Church of St Mary is a Grade II* listed building in the Powys local planning authority area, Wales. First listed on 2 July 1962. Church.
Church of St Mary
- WRENN ID
- inner-corner-wagtail
- Grade
- II*
- Local Planning Authority
- Powys
- Country
- Wales
- Date first listed
- 2 July 1962
- Type
- Church
- Source
- Cadw listing
Description
The Church of St Mary is a largely 17th-century building with 19th-century additions and alterations, situated within a churchyard containing numerous slate headstones by T.R. Jones of Llanbrynmair and others, as well as five yew trees. The church is built of local rubble stone with a slate roof. It consists of a single-celled nave and chancel, a vestry and storeroom at the west end, a south porch, and a large chapel or transept, known as the 'cross church' in 1730 and now used as a schoolroom, on the north side. A timber-framed tower with a pyramidal roof rises through the roof above the storeroom and lobby at the west end.
The south porch has an open outer arch leading to a 19th-century inner door framed by limestone quoins. There are two-light trefoil-headed windows, largely of the 19th century, and a three-light window at the east end. The transept features a re-set three-light window from the 15th century on its north side, and a door on the east side. The storeroom has external double doors to the north.
The church has a 19th-century tie beam roof for four bays at the east end, and likely 15th-century trussed rafters further west. The walls are plastered. A timber arcade with 35cm square posts and angle braces to the wall plate, inscribed ‘RI WB 1685’ on its soffit, is located on the north side, likely added when the transept was built. The east wall is thickened on either side of the window, one side arched. A rough aumbrey is set in the north wall, and a piscina with drain is in the south wall. A timber partition with moulded posts, probably from the 17th century, now separates the body of the church from the vestry at the base of the tower and storeroom. The church contains a 15th-century yellow stain glass quarry in the north transept window, and a geometric window by D.Evans from 1860, also on the north side. The pulpit is a 19th-century construction incorporating 17th-century carved panelling, and fragments of the former medieval rood screen, with other parts said to be at the National Folk Museum at St Fagans. The font, a circular bowl with a roll rim, is believed to be of the 13th century (according to Haslam), though it has been reworked and is said to have come from an earlier church at Dolgadfan. There are three bells, including one dated 1665, and a bell by A.Rudhall inscribed ‘Prosperity to this Parish AR 1759’, housed in a braced frame likely dating to the 17th-18th centuries. The vestry contains 18th-century dado panelling.
Furnishings include a 17th-century altar table with stretchers close to the floor, and three early rough pews, three more in the transept, and one in the vestry. There are also two 19th-century arch-headed text boards quoting Exodus in Welsh.
Numerous monuments are present, including a marble tablet to Capt. Loscombe Law Stable (d.1914), Daniel Winteringham Stable (d.1929), a slate tablet to the Rt Hon. Sir Winteringham Norton Stable (d.1976), and a Carrara marble monument on a painted board to Pte William Tudor (d.1917) and Albert Roberts (d.1918). Also present is a gabled tablet to the Griffith family and a heavily carved Gothic limestone ogee canopied exedra to Anne Browne Russell of Gellendowyl (d.1831), by R.Browne of Russell Street, along with a 1915 war memorial with sculptured bronze inserts in veined marble.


TASK DIRECTIONS: With the pictures left aside, write out the entries that follow exactly.

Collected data
__________

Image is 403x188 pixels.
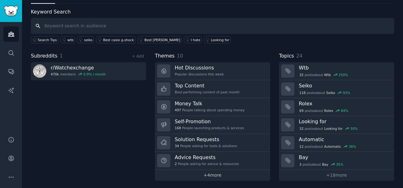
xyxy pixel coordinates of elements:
img: Watchexchange [33,65,46,78]
h3: Money Talk [175,100,245,107]
div: Best casio g-shock [103,38,134,42]
span: Bay [322,162,328,167]
a: Looking for32postsaboutLooking for50% [279,116,394,134]
div: 250 % [338,73,348,77]
div: post s about [299,108,349,114]
a: Seiko118postsaboutSeiko93% [279,80,394,98]
a: Wtb32postsaboutWtb250% [279,62,394,80]
div: post s about [299,126,358,132]
div: People asking for tools & solutions [175,144,237,148]
h3: Solution Requests [175,136,237,143]
div: I hate [191,38,200,42]
a: Rolex69postsaboutRolex84% [279,98,394,116]
div: wtb [67,38,73,42]
a: Best casio g-shock [96,36,135,43]
div: Best [PERSON_NAME] [145,38,180,42]
span: 12 [299,145,304,149]
div: Best-performing content of past month [175,90,240,94]
h3: Wtb [299,65,390,71]
h3: Rolex [299,100,390,107]
span: 32 [299,73,304,77]
div: 0.9 % / month [83,72,106,77]
span: 1 [60,53,63,59]
a: Best [PERSON_NAME] [138,36,182,43]
img: GummySearch logo [4,6,18,17]
a: seiko [77,36,94,43]
button: Search Tips [31,36,58,43]
div: 50 % [350,127,358,131]
h3: Looking for [299,118,390,125]
div: 36 % [349,145,356,149]
div: 84 % [341,109,348,113]
div: 93 % [343,91,350,95]
div: post s about [299,90,351,96]
span: 32 [299,127,304,131]
span: 34 [175,144,179,148]
span: Looking for [324,127,343,131]
span: Topics [279,52,294,60]
div: post s about [299,144,357,150]
span: Automatic [324,145,341,149]
span: Search Tips [38,38,57,42]
div: People launching products & services [175,126,244,130]
span: 470k [51,72,59,77]
span: 2 [175,162,177,166]
div: post s about [299,162,344,168]
a: Looking for [204,36,231,43]
div: Popular discussions this week [175,72,224,77]
span: Seiko [326,91,335,95]
span: 497 [175,108,181,112]
a: Bay3postsaboutBay35% [279,152,394,170]
h3: Automatic [299,136,390,143]
div: post s about [299,72,349,78]
h3: Hot Discussions [175,65,224,71]
div: Looking for [211,38,230,42]
span: Wtb [324,73,331,77]
span: 168 [175,126,181,130]
h3: Advice Requests [175,154,239,161]
label: Keyword Search [31,9,71,15]
h3: Bay [299,154,390,161]
div: members [51,72,106,77]
h3: Seiko [299,82,390,89]
a: Top ContentBest-performing content of past month [155,80,270,98]
a: Money Talk497People talking about spending money [155,98,270,116]
a: + Add [132,54,144,59]
span: 3 [299,162,302,167]
a: +4more [155,170,270,181]
div: seiko [84,38,93,42]
a: Self-Promotion168People launching products & services [155,116,270,134]
a: +18more [279,170,394,181]
a: Advice Requests2People asking for advice & resources [155,152,270,170]
div: People talking about spending money [175,108,245,112]
div: 35 % [336,162,343,167]
span: Themes [155,52,175,60]
h3: r/ Watchexchange [51,65,106,71]
span: Rolex [324,109,333,113]
span: 10 [177,53,183,59]
input: Keyword search in audience [31,18,394,34]
a: Solution Requests34People asking for tools & solutions [155,134,270,152]
span: 118 [299,91,306,95]
h3: Top Content [175,82,240,89]
a: Automatic12postsaboutAutomatic36% [279,134,394,152]
a: r/Watchexchange470kmembers0.9% / month [31,62,146,80]
h3: Self-Promotion [175,118,244,125]
a: Hot DiscussionsPopular discussions this week [155,62,270,80]
div: People asking for advice & resources [175,162,239,166]
span: 24 [296,53,303,59]
span: Subreddits [31,52,58,60]
span: 69 [299,109,304,113]
a: I hate [184,36,202,43]
a: wtb [60,36,75,43]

__________

EXPECTED ANSWER:
Image is 403x188 pixels.
xyxy pixel coordinates of elements:
img: Watchexchange [33,65,46,78]
h3: Money Talk [175,100,245,107]
div: Best casio g-shock [103,38,134,42]
span: Bay [322,162,328,167]
a: Looking for32postsaboutLooking for50% [279,116,394,134]
div: 250 % [338,73,348,77]
div: post s about [299,108,349,114]
a: Seiko118postsaboutSeiko93% [279,80,394,98]
a: Wtb32postsaboutWtb250% [279,62,394,80]
div: post s about [299,126,358,132]
div: People asking for tools & solutions [175,144,237,148]
h3: Solution Requests [175,136,237,143]
div: I hate [191,38,200,42]
a: Rolex69postsaboutRolex84% [279,98,394,116]
div: wtb [67,38,73,42]
a: Best casio g-shock [96,36,135,43]
div: Best [PERSON_NAME] [145,38,180,42]
span: 12 [299,145,304,149]
div: Best-performing content of past month [175,90,240,94]
h3: Wtb [299,65,390,71]
h3: Rolex [299,100,390,107]
span: 32 [299,73,304,77]
div: 0.9 % / month [83,72,106,77]
span: 1 [60,53,63,59]
a: Best [PERSON_NAME] [138,36,182,43]
img: GummySearch logo [4,6,18,17]
a: seiko [77,36,94,43]
button: Search Tips [31,36,58,43]
div: 50 % [350,127,358,131]
h3: Looking for [299,118,390,125]
div: 36 % [349,145,356,149]
div: 84 % [341,109,348,113]
div: 93 % [343,91,350,95]
div: post s about [299,90,351,96]
span: 32 [299,127,304,131]
span: 34 [175,144,179,148]
span: Looking for [324,127,343,131]
span: Topics [279,52,294,60]
div: post s about [299,144,357,150]
span: Automatic [324,145,341,149]
span: Search Tips [38,38,57,42]
div: People launching products & services [175,126,244,130]
span: 470k [51,72,59,77]
span: 2 [175,162,177,166]
div: post s about [299,162,344,168]
a: Looking for [204,36,231,43]
div: Popular discussions this week [175,72,224,77]
span: Seiko [326,91,335,95]
span: 497 [175,108,181,112]
a: Bay3postsaboutBay35% [279,152,394,170]
h3: Automatic [299,136,390,143]
div: post s about [299,72,349,78]
h3: Hot Discussions [175,65,224,71]
div: Looking for [211,38,230,42]
span: Wtb [324,73,331,77]
span: 168 [175,126,181,130]
h3: Advice Requests [175,154,239,161]
label: Keyword Search [31,9,71,15]
h3: Bay [299,154,390,161]
div: members [51,72,106,77]
h3: Seiko [299,82,390,89]
a: Top ContentBest-performing content of past month [155,80,270,98]
a: Money Talk497People talking about spending money [155,98,270,116]
a: + Add [132,54,144,59]
span: 3 [299,162,302,167]
a: +4more [155,170,270,181]
div: seiko [84,38,93,42]
a: Self-Promotion168People launching products & services [155,116,270,134]
a: +18more [279,170,394,181]
a: Advice Requests2People asking for advice & resources [155,152,270,170]
div: People talking about spending money [175,108,245,112]
div: 35 % [336,162,343,167]
span: Themes [155,52,175,60]
h3: r/ Watchexchange [51,65,106,71]
span: Rolex [324,109,333,113]
span: 10 [177,53,183,59]
input: Keyword search in audience [31,18,394,34]
a: Solution Requests34People asking for tools & solutions [155,134,270,152]
span: 118 [299,91,306,95]
h3: Top Content [175,82,240,89]
a: Automatic12postsaboutAutomatic36% [279,134,394,152]
a: r/Watchexchange470kmembers0.9% / month [31,62,146,80]
h3: Self-Promotion [175,118,244,125]
a: Hot DiscussionsPopular discussions this week [155,62,270,80]
div: People asking for advice & resources [175,162,239,166]
span: 24 [296,53,303,59]
span: Subreddits [31,52,58,60]
span: 69 [299,109,304,113]
a: I hate [184,36,202,43]
a: wtb [60,36,75,43]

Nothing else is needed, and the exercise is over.